In his 1974 address, Martin Carter cautions that a necessary emphasis on systems or institutions should not supplant or perhaps even precede an engagement with “informal social and psychological elements, elements that defy codification, like commitment to the name but not the substance of some one or other political ideology; or the prejudices associated with skin colour; or the failure of communication that accompanies racial cleavage; or, most important of all, the exercise of state power which brooks little interference and distorts men and laws in the overt and covert processes of its consolidation and hegemony. It is the action of these informal elements in their many combinations, which can and does bring about the perversion of creative strategies and exacerbates those very ills these strategies were originally planned to control.”
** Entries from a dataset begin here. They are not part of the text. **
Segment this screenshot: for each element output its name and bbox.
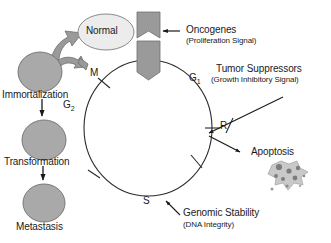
apoptotic-fragment — [281, 177, 285, 181]
cell-cycle-diagram: Normal Oncogenes (Proliferation Signal) … — [0, 0, 331, 243]
pointer-apoptosis — [209, 136, 240, 152]
down-arrow-segment-lower — [137, 41, 160, 80]
apoptotic-fragment — [296, 166, 300, 170]
apoptotic-fragment — [293, 176, 298, 181]
label-metastasis: Metastasis — [16, 222, 63, 233]
label-normal-cell: Normal — [86, 26, 118, 37]
label-immortalization: Immortalization — [2, 90, 68, 101]
label-genomic-stability-title: Genomic Stability — [183, 208, 259, 219]
curved-arrow-tail — [78, 58, 88, 70]
cell-metastasis — [23, 184, 65, 222]
phase-g2-sub: 2 — [71, 105, 75, 112]
phase-g2-letter: G — [63, 99, 71, 110]
apoptotic-fragment — [286, 168, 291, 173]
label-oncogenes-title: Oncogenes — [186, 25, 236, 36]
oncogene-down-arrow — [137, 12, 160, 80]
label-phase-g2: G2 — [63, 100, 74, 112]
phase-g1-sub: 1 — [197, 78, 201, 85]
apoptotic-fragment — [274, 174, 278, 178]
label-genomic-stability-subtitle: (DNA Integrity) — [183, 221, 234, 229]
apoptotic-cell-cluster — [268, 161, 308, 191]
cell-immortalization — [18, 52, 62, 92]
label-restriction-point-r: R — [220, 121, 227, 132]
apoptotic-fragment — [285, 184, 288, 187]
label-phase-s: S — [143, 196, 150, 207]
label-transformation: Transformation — [4, 157, 69, 168]
diagram-graphics-layer — [0, 0, 331, 243]
label-tumor-suppressors-title: Tumor Suppressors — [216, 64, 302, 75]
label-phase-g1: G1 — [189, 73, 200, 85]
phase-g1-letter: G — [189, 72, 197, 83]
down-arrow-segment-upper — [137, 12, 160, 38]
apoptotic-fragment — [303, 175, 306, 178]
apoptotic-fragment — [276, 164, 282, 170]
label-oncogenes-subtitle: (Proliferation Signal) — [186, 37, 256, 45]
cell-transformation — [22, 120, 66, 160]
label-phase-m: M — [90, 68, 98, 79]
label-tumor-suppressors-subtitle: (Growth Inhibitory Signal) — [211, 76, 299, 84]
apoptotic-fragment — [271, 188, 274, 191]
tick-s-checkpoint — [191, 155, 202, 168]
pointer-genomic-stability — [166, 201, 180, 215]
label-apoptosis-title: Apoptosis — [251, 147, 294, 158]
checkpoint-ticks — [88, 78, 233, 178]
apoptotic-fragment — [299, 185, 301, 187]
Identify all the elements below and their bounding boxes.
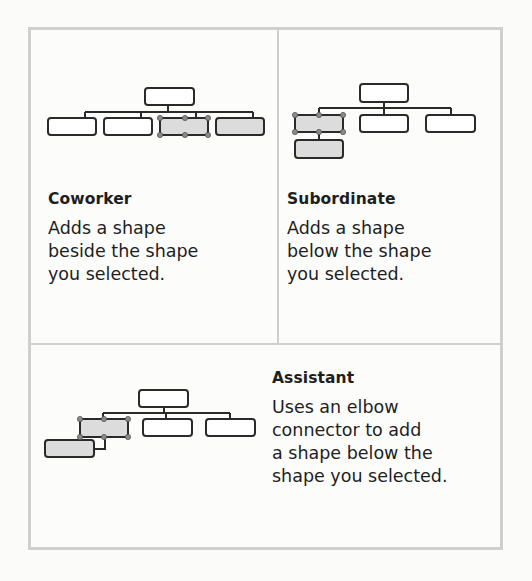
subordinate-diagram-icon [297, 78, 497, 178]
subordinate-panel: Subordinate Adds a shape below the shape… [287, 190, 499, 286]
coworker-description: Adds a shape beside the shape you select… [48, 217, 273, 286]
subordinate-description: Adds a shape below the shape you selecte… [287, 217, 499, 286]
assistant-title: Assistant [272, 369, 502, 387]
coworker-title: Coworker [48, 190, 273, 208]
vertical-divider [277, 30, 279, 344]
horizontal-divider [31, 343, 500, 345]
subordinate-title: Subordinate [287, 190, 499, 208]
coworker-panel: Coworker Adds a shape beside the shape y… [48, 190, 273, 286]
assistant-description: Uses an elbow connector to add a shape b… [272, 396, 502, 488]
assistant-panel: Assistant Uses an elbow connector to add… [272, 369, 502, 488]
org-chart-options-figure: Coworker Adds a shape beside the shape y… [28, 27, 503, 550]
assistant-diagram-icon [45, 387, 275, 477]
coworker-diagram-icon [45, 85, 285, 165]
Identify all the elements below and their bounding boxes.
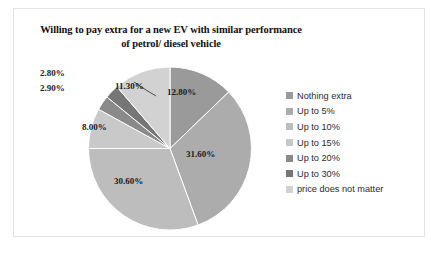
- legend-item[interactable]: Up to 15%: [286, 135, 436, 151]
- pie-value-label: 12.80%: [167, 87, 196, 97]
- legend-swatch-icon: [286, 139, 293, 146]
- legend-swatch-icon: [286, 92, 293, 99]
- legend-item-label: price does not matter: [297, 184, 383, 194]
- legend-item-label: Up to 30%: [297, 169, 340, 179]
- legend-item-label: Up to 15%: [297, 138, 340, 148]
- legend-item[interactable]: Nothing extra: [286, 88, 436, 104]
- legend-item-label: Up to 20%: [297, 153, 340, 163]
- pie-outside-label: 2.80%: [40, 68, 65, 78]
- pie-value-label: 11.30%: [115, 81, 144, 91]
- legend-swatch-icon: [286, 123, 293, 130]
- legend-item[interactable]: Up to 20%: [286, 150, 436, 166]
- pie-chart: 12.80%31.60%30.60%8.00%11.30% 2.80%2.90%: [74, 66, 264, 231]
- chart-frame: Willing to pay extra for a new EV with s…: [13, 8, 425, 237]
- legend-item-label: Nothing extra: [297, 91, 352, 101]
- legend-item[interactable]: Up to 10%: [286, 119, 436, 135]
- legend-swatch-icon: [286, 108, 293, 115]
- legend-item-label: Up to 10%: [297, 122, 340, 132]
- pie-value-label: 30.60%: [114, 176, 143, 186]
- pie-value-label: 31.60%: [186, 149, 215, 159]
- legend-item[interactable]: Up to 5%: [286, 104, 436, 120]
- legend-item[interactable]: Up to 30%: [286, 166, 436, 182]
- chart-screenshot: Willing to pay extra for a new EV with s…: [0, 0, 442, 259]
- chart-legend: Nothing extraUp to 5%Up to 10%Up to 15%U…: [286, 88, 436, 197]
- chart-title-line-2: petrol/ diesel vehicle: [132, 38, 221, 49]
- pie-value-label: 8.00%: [82, 122, 107, 132]
- pie-outside-label: 2.90%: [40, 83, 65, 93]
- chart-title: Willing to pay extra for a new EV with s…: [40, 23, 302, 50]
- legend-swatch-icon: [286, 186, 293, 193]
- legend-swatch-icon: [286, 155, 293, 162]
- legend-item-label: Up to 5%: [297, 106, 335, 116]
- legend-item[interactable]: price does not matter: [286, 182, 436, 198]
- legend-swatch-icon: [286, 170, 293, 177]
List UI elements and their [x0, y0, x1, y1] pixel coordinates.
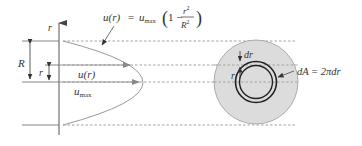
- reference-lines: [22, 41, 59, 125]
- profile-equation: u(r) = umax ( 1 − r2 R2 ): [102, 5, 202, 45]
- u-max-label: umax: [74, 85, 92, 99]
- eq-equals: =: [128, 11, 134, 23]
- dr-label: dr: [244, 49, 253, 60]
- small-radius-label: r: [39, 67, 43, 78]
- velocity-profile-curve: [63, 41, 143, 125]
- r-axis-label: r: [48, 22, 52, 33]
- u-max-subscript: max: [80, 91, 93, 99]
- area-equation: dA = 2πdr: [297, 66, 342, 77]
- eq-denominator: R2: [180, 19, 190, 30]
- disk-r-label: r: [231, 70, 235, 81]
- eq-leader-line: [102, 26, 114, 45]
- eq-lhs: u(r): [103, 11, 120, 24]
- big-radius-label: R: [17, 57, 25, 69]
- eq-numerator: r2: [183, 5, 190, 16]
- pipe-flow-diagram: r R r u(r) umax u(r) = umax ( 1 − r2 R2 …: [0, 0, 362, 146]
- u-r-label: u(r): [78, 68, 95, 81]
- eq-umax: umax: [139, 11, 156, 24]
- eq-close-paren: ): [196, 8, 202, 29]
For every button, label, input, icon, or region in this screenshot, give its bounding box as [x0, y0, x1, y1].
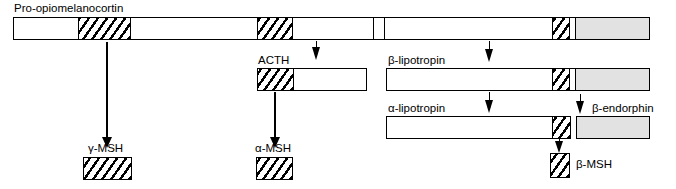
beta-msh-box	[550, 153, 570, 178]
beta-lipotropin-bar	[386, 68, 650, 91]
alpha-msh-label: α-MSH	[255, 142, 291, 155]
gamma-msh-label: γ-MSH	[88, 142, 123, 155]
pomc-divider-1	[373, 18, 374, 39]
pomc-alpha-msh-segment	[257, 18, 293, 39]
beta-lipotropin-beta-endorphin-segment	[575, 69, 649, 90]
beta-lipotropin-beta-msh-segment	[552, 69, 570, 90]
pomc-bar	[13, 17, 650, 40]
alpha-lipotropin-beta-msh-segment	[552, 117, 570, 138]
acth-bar	[257, 68, 367, 91]
beta-lipotropin-label: β-lipotropin	[388, 54, 445, 67]
pomc-label: Pro-opiomelanocortin	[14, 2, 123, 15]
gamma-msh-box	[83, 157, 132, 180]
alpha-msh-box	[256, 157, 293, 180]
pomc-processing-diagram: Pro-opiomelanocortin ACTH β-lipotropin	[0, 0, 676, 189]
pomc-beta-endorphin-segment	[575, 18, 649, 39]
acth-alpha-msh-segment	[258, 69, 294, 90]
arrow-beta-lipotropin-to-beta-endorphin	[575, 94, 586, 114]
arrow-pomc-to-gamma-msh	[101, 42, 113, 148]
arrow-pomc-to-acth	[311, 41, 322, 60]
pomc-gamma-msh-segment	[78, 18, 131, 39]
acth-label: ACTH	[258, 54, 289, 67]
pomc-beta-msh-segment	[552, 18, 570, 39]
alpha-lipotropin-bar	[386, 116, 571, 139]
alpha-lipotropin-label: α-lipotropin	[388, 102, 445, 115]
arrow-beta-lipotropin-to-alpha-lipotropin	[484, 92, 495, 113]
pomc-divider-2	[384, 18, 385, 39]
beta-msh-label: β-MSH	[576, 158, 612, 171]
beta-endorphin-box	[576, 116, 650, 139]
arrow-acth-to-alpha-msh	[269, 92, 281, 148]
arrow-alpha-lipotropin-to-beta-msh	[554, 139, 565, 153]
arrow-pomc-to-beta-lipotropin	[484, 41, 495, 62]
beta-endorphin-label: β-endorphin	[592, 102, 654, 115]
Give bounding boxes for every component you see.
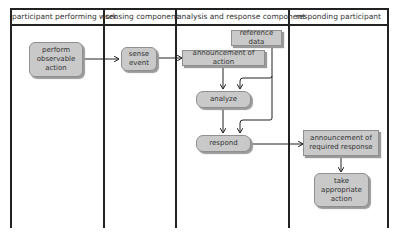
node-announcement-of-action: announcement of action [182,50,265,66]
node-sense-event: sense event [121,47,157,71]
node-reference-data: reference data [231,30,282,46]
node-respond: respond [196,135,251,152]
node-analyze: analyze [196,91,251,108]
node-take-appropriate-action: take appropriate action [314,173,369,207]
node-announcement-of-required-response: announcement of required response [303,130,379,156]
node-perform-observable-action: perform observable action [29,42,83,77]
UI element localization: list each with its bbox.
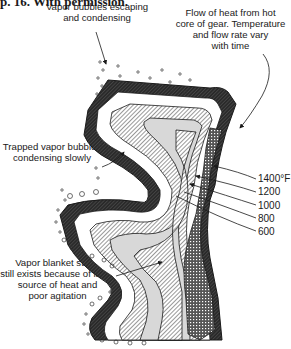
arrow-vapor-escaping (96, 32, 106, 64)
gear-tooth-quench-diagram (0, 0, 291, 349)
arrow-heat-flow (240, 54, 269, 128)
arrow-1400 (214, 166, 256, 179)
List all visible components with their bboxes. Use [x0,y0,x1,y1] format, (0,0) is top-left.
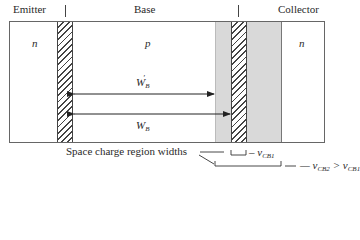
vcb1-label: – vCB1 [249,146,275,160]
space-charge-caption: Space charge region widths [66,145,187,157]
base-width-label: WB [136,119,149,133]
w-subscript: B [145,82,149,90]
w-symbol: W [136,119,145,131]
prime-mark: ′ [143,74,145,83]
w-subscript: B [145,125,149,133]
vcb2-gt-vcb1-label: — vCB2 > vCB1 [300,159,360,173]
effective-base-width-label: WB′ [136,76,151,90]
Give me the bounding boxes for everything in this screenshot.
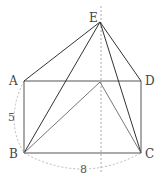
length-AB: 5 — [8, 111, 15, 124]
segment-PC — [100, 82, 141, 153]
label-E: E — [89, 11, 98, 25]
segment-EC — [100, 22, 141, 153]
segment-EB — [24, 22, 100, 153]
segment-BP — [24, 82, 100, 153]
label-A: A — [8, 74, 18, 88]
length-BC: 8 — [80, 163, 87, 176]
segment-ED — [100, 22, 141, 81]
geometry-diagram: E A D B C 5 8 — [0, 0, 165, 181]
label-C: C — [145, 147, 154, 161]
label-B: B — [9, 147, 18, 161]
label-D: D — [145, 74, 155, 88]
segment-EA — [24, 22, 100, 81]
dashed-arc-left — [14, 81, 24, 153]
diagram-canvas: E A D B C 5 8 — [0, 0, 165, 181]
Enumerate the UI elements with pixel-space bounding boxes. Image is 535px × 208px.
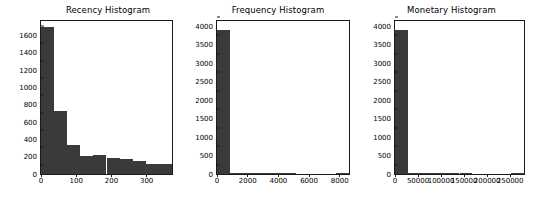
histogram-bar bbox=[408, 173, 421, 174]
y-axis-tick-label: 2000 bbox=[195, 97, 217, 104]
y-axis-tick-label: 1200 bbox=[19, 67, 41, 74]
y-axis-tick-mark bbox=[217, 53, 220, 54]
y-axis-tick-monetary: 2500 bbox=[373, 72, 395, 91]
y-axis-tick-mark bbox=[395, 164, 398, 165]
histogram-bar bbox=[421, 173, 434, 174]
y-axis-tick-frequency: 3000 bbox=[195, 54, 217, 73]
y-axis-tick-label: 800 bbox=[24, 102, 41, 109]
y-axis-tick-mark bbox=[217, 109, 220, 110]
y-axis-tick-mark bbox=[395, 127, 398, 128]
y-axis-tick-label: 3500 bbox=[195, 42, 217, 49]
y-axis-tick-mark bbox=[217, 90, 220, 91]
y-axis-tick-mark bbox=[395, 146, 398, 147]
bar-series-monetary bbox=[395, 21, 524, 174]
y-axis-tick-monetary: 2000 bbox=[373, 91, 395, 110]
histogram-bar bbox=[67, 145, 80, 174]
y-axis-tick-label: 600 bbox=[24, 119, 41, 126]
x-axis-tick-label: 0 bbox=[39, 178, 43, 185]
x-axis-tick-label: 100 bbox=[70, 178, 83, 185]
y-axis-tick-recency: 1400 bbox=[19, 43, 41, 62]
y-axis-tick-recency: 800 bbox=[24, 95, 41, 114]
y-axis-tick-label: 3500 bbox=[373, 42, 395, 49]
histogram-bar bbox=[243, 173, 256, 174]
y-axis-tick-mark bbox=[395, 109, 398, 110]
y-axis-tick-frequency: 1000 bbox=[195, 128, 217, 147]
y-axis-tick-mark bbox=[41, 95, 44, 96]
y-axis-tick-mark bbox=[41, 164, 44, 165]
histogram-bar bbox=[107, 158, 120, 174]
x-axis-tick-label: 300 bbox=[140, 178, 153, 185]
chart-title-monetary: Monetary Histogram bbox=[356, 5, 535, 15]
chart-panel-frequency: Frequency Histogram 05001000150020002500… bbox=[180, 0, 356, 208]
y-axis-tick-recency: 600 bbox=[24, 113, 41, 132]
y-axis-tick-monetary: 500 bbox=[378, 146, 395, 165]
y-axis-tick-frequency: 1500 bbox=[195, 109, 217, 128]
x-axis-tick-label: 4000 bbox=[269, 178, 287, 185]
histogram-bar bbox=[460, 173, 473, 174]
histogram-bar bbox=[41, 27, 54, 174]
histogram-bar bbox=[447, 173, 460, 174]
x-axis-tick-label: 6000 bbox=[300, 178, 318, 185]
y-axis-tick-recency: 1600 bbox=[19, 26, 41, 45]
y-axis-tick-monetary: 3500 bbox=[373, 35, 395, 54]
y-axis-tick-label: 1400 bbox=[19, 50, 41, 57]
histogram-bar bbox=[159, 164, 172, 174]
x-axis-tick-label: 50000 bbox=[407, 178, 429, 185]
histogram-bar bbox=[217, 30, 230, 174]
y-axis-tick-mark bbox=[41, 147, 44, 148]
y-axis-tick-mark bbox=[217, 35, 220, 36]
plot-area-frequency: 0500100015002000250030003500400002000400… bbox=[216, 20, 350, 175]
y-axis-tick-frequency: 500 bbox=[200, 146, 217, 165]
y-axis-tick-label: 2000 bbox=[373, 97, 395, 104]
y-axis-tick-mark bbox=[41, 112, 44, 113]
y-axis-tick-label: 500 bbox=[200, 153, 217, 160]
chart-title-recency: Recency Histogram bbox=[0, 5, 198, 15]
histogram-bar bbox=[93, 155, 106, 174]
y-axis-tick-mark bbox=[395, 17, 398, 18]
y-axis-tick-monetary: 1500 bbox=[373, 109, 395, 128]
y-axis-tick-mark bbox=[217, 72, 220, 73]
y-axis-tick-label: 1600 bbox=[19, 33, 41, 40]
chart-panel-recency: Recency Histogram 0200400600800100012001… bbox=[0, 0, 180, 208]
x-axis-tick-label: 0 bbox=[393, 178, 397, 185]
histogram-bar bbox=[133, 161, 146, 174]
histogram-bar bbox=[80, 156, 93, 174]
y-axis-tick-monetary: 4000 bbox=[373, 17, 395, 36]
y-axis-tick-frequency: 3500 bbox=[195, 35, 217, 54]
y-axis-tick-label: 400 bbox=[24, 136, 41, 143]
y-axis-tick-mark bbox=[41, 129, 44, 130]
y-axis-tick-frequency: 2000 bbox=[195, 91, 217, 110]
plot-area-monetary: 0500100015002000250030003500400005000010… bbox=[394, 20, 525, 175]
y-axis-tick-recency: 400 bbox=[24, 130, 41, 149]
y-axis-tick-recency: 1200 bbox=[19, 61, 41, 80]
histogram-bar bbox=[395, 30, 408, 174]
y-axis-tick-monetary: 3000 bbox=[373, 54, 395, 73]
y-axis-tick-label: 2500 bbox=[195, 79, 217, 86]
y-axis-tick-mark bbox=[41, 78, 44, 79]
y-axis-tick-mark bbox=[217, 146, 220, 147]
x-axis-tick-label: 250000 bbox=[497, 178, 524, 185]
y-axis-tick-label: 500 bbox=[378, 153, 395, 160]
histogram-bar bbox=[336, 173, 349, 174]
y-axis-tick-label: 200 bbox=[24, 154, 41, 161]
y-axis-tick-label: 1500 bbox=[373, 116, 395, 123]
y-axis-tick-frequency: 4000 bbox=[195, 17, 217, 36]
y-axis-tick-label: 4000 bbox=[373, 24, 395, 31]
y-axis-tick-mark bbox=[395, 90, 398, 91]
bar-series-frequency bbox=[217, 21, 349, 174]
y-axis-tick-label: 2500 bbox=[373, 79, 395, 86]
y-axis-tick-mark bbox=[217, 17, 220, 18]
y-axis-tick-mark bbox=[217, 127, 220, 128]
y-axis-tick-label: 1000 bbox=[195, 134, 217, 141]
x-axis-tick-label: 0 bbox=[215, 178, 219, 185]
histogram-figure: Recency Histogram 0200400600800100012001… bbox=[0, 0, 535, 208]
histogram-bar bbox=[257, 173, 270, 174]
y-axis-tick-mark bbox=[41, 60, 44, 61]
y-axis-tick-mark bbox=[217, 164, 220, 165]
chart-title-frequency: Frequency Histogram bbox=[180, 5, 366, 15]
y-axis-tick-recency: 200 bbox=[24, 147, 41, 166]
y-axis-tick-recency: 1000 bbox=[19, 78, 41, 97]
x-axis-tick-label: 2000 bbox=[239, 178, 257, 185]
histogram-bar bbox=[120, 159, 133, 174]
histogram-bar bbox=[511, 173, 524, 174]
As the process unfolds, it provides an opportunity to think deeply and carefully about the way the University is positioned – and sees itself – in relation to communities of knowledge practitioners outside its gates. Caribbean-American feminist and poet Audre Lorde once said, “Some women wait for something to change and nothing does change. So they change themselves.” This is not simply or even about UG leading by example, but about looking elsewhere for how example is being multiplied. In the last weeks alone there have been so many signs: the letter from Help and Shelter stating that because a group gets government funding should not mean that one has “no right to criticize or question the government when we see gaps or deficiencies in areas that fall within our mandate”; the letter by UG lecturer C.R. Bernard insisting on his right to state his opinion without being placed into some racial or political box; the statement by the Society Against Sexual Orientation Discrimination questioning the government’s sincerity in relation to a recent announcement that it will be running a public consultation on repealing anti-gay laws; the courageous public statement from Assistant Police Commission-er David Ramnarine on the allocation of the $90M election fund; the picketing of parliament by Red Thread activists. In other words, the staff, faculty and students at the University of Guyana are not alone, once we open our senses to the motion around us. This is what solidarity looks like, and connecting the dots, seeing the links, forging the relations, is also part of the work.
Over the weekend someone sent me a shocking image that had been posted on facebook by UG students, of students in a lecture theatre taking notes with one hand while balancing an umbrella against the rain in the other because the roofs were in such disrepair. I asked myself how much had changed from the mid 1980s when I attended UG amidst broken down classrooms and toilets, lecturers moonlighting as taxi drivers and market vendors, people missing classes and work to sit in gas lines for hours and even days? But Martin Carter reminds us that in situations of such deprivation, “such concern can be manipulated and used, if not to justify, then at least to conceal transgression. On the other hand, it is precisely in times of crisis that we must re-examine our lives and bring to that re-examination contempt for the trivial, and respect of the riskers who go forward boldly to participate in the building of a free community of valid persons.”
A salute to our friends at the University of Guyana for what they are working towards, a tomorrow that belongs to all of us.